ZURICH: New research on the long-term behavior of transplanted stem cells in the body reveals how aging impacts stem cell survival and immune diversity, providing insights that could improve the safety and success of transplants.

For the first time, scientists have traced the long-term fate of stem cells decades after a transplant, unveiling insights into a medical procedure that has remained a mystery for more than 50 years.

Insights could pave the way for new strategies in donor selection and transplant success, potentially leading to safer, more effective transplants.

Researchers from the Wellcome Sanger Institute and their collaborators at the University of Zurich were able to map the behavior of stem cells in recipients’ bodies up to three decades post-transplant, providing the first-ever glimpse into the long-term dynamics of these cells.

The study, published in Nature and part-funded by Cancer Research UK, reveals that transplants from older donors, which are often less successful, have ten times fewer vital stem cells surviving the transplant process. Some of the surviving cells also lose the ability to produce the range of blood cells essential for a robust immune system.

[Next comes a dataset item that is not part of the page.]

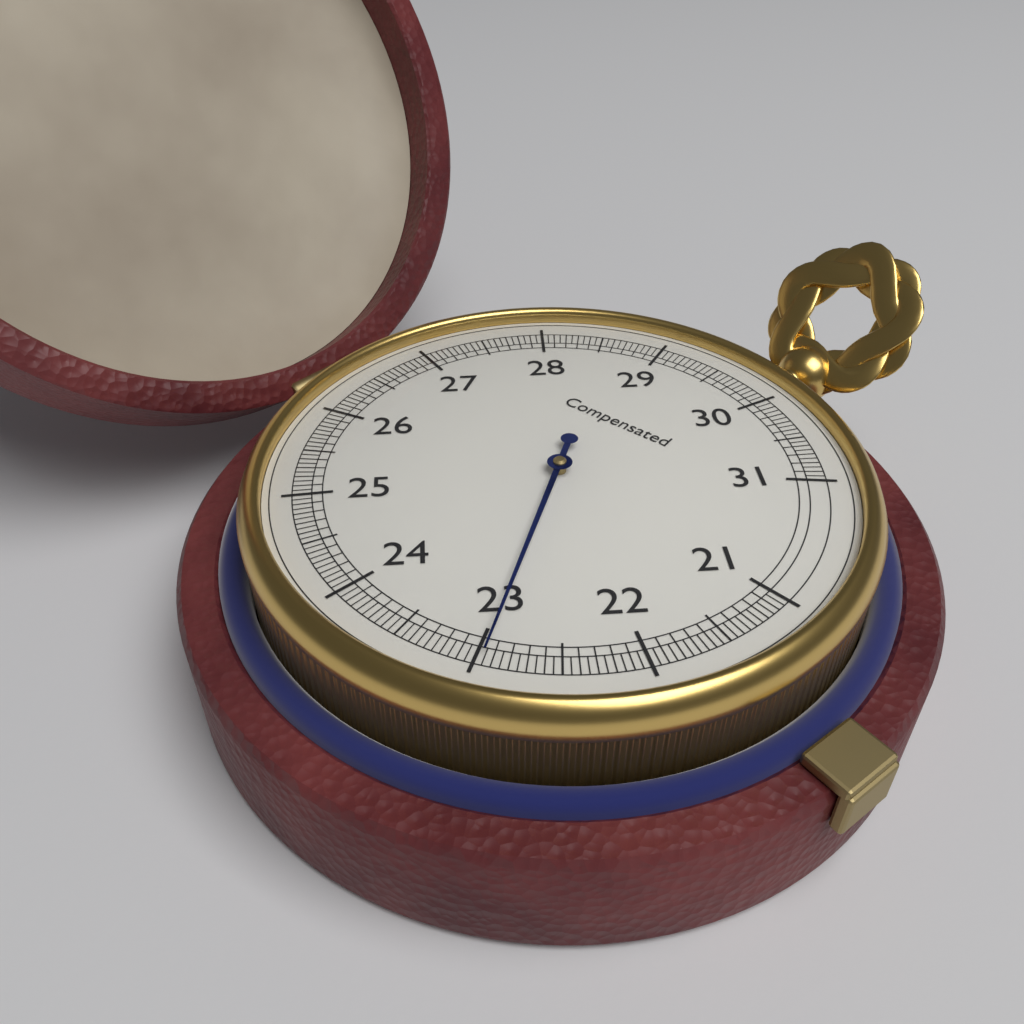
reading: 22.95 (no unit)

Over a million people worldwide are diagnosed with blood cancer each year, including cancers such as leukemia and lymphoma, which can stop a person’s immune system from working properly. Stem cell transplants, also known as bone marrow transplants, are often the only curative treatment option for patients. The procedure replaces a patient’s damaged blood cells with healthy stem cells from a donor, which then rebuilds the patient’s entire blood and immune system. In the UK alone, over 2,000 people undergo this procedure each year.

The Cellular Mystery of Transplants

Despite being performed for over 50 years, many fundamental questions about how transplants work have remained unanswered. While they can be life-saving, outcomes vary widely, leaving many patients facing complications years later. Donor age has been known to impact success rates, but what happens at the cellular level following a transplant has been a ‘black box’, until now.

In this new study, researchers from the Wellcome Sanger Institute and the University of Zurich used advanced genome sequencing techniques to analyze blood samples from ten donor-recipient sibling pairs up to 31 years post-transplant.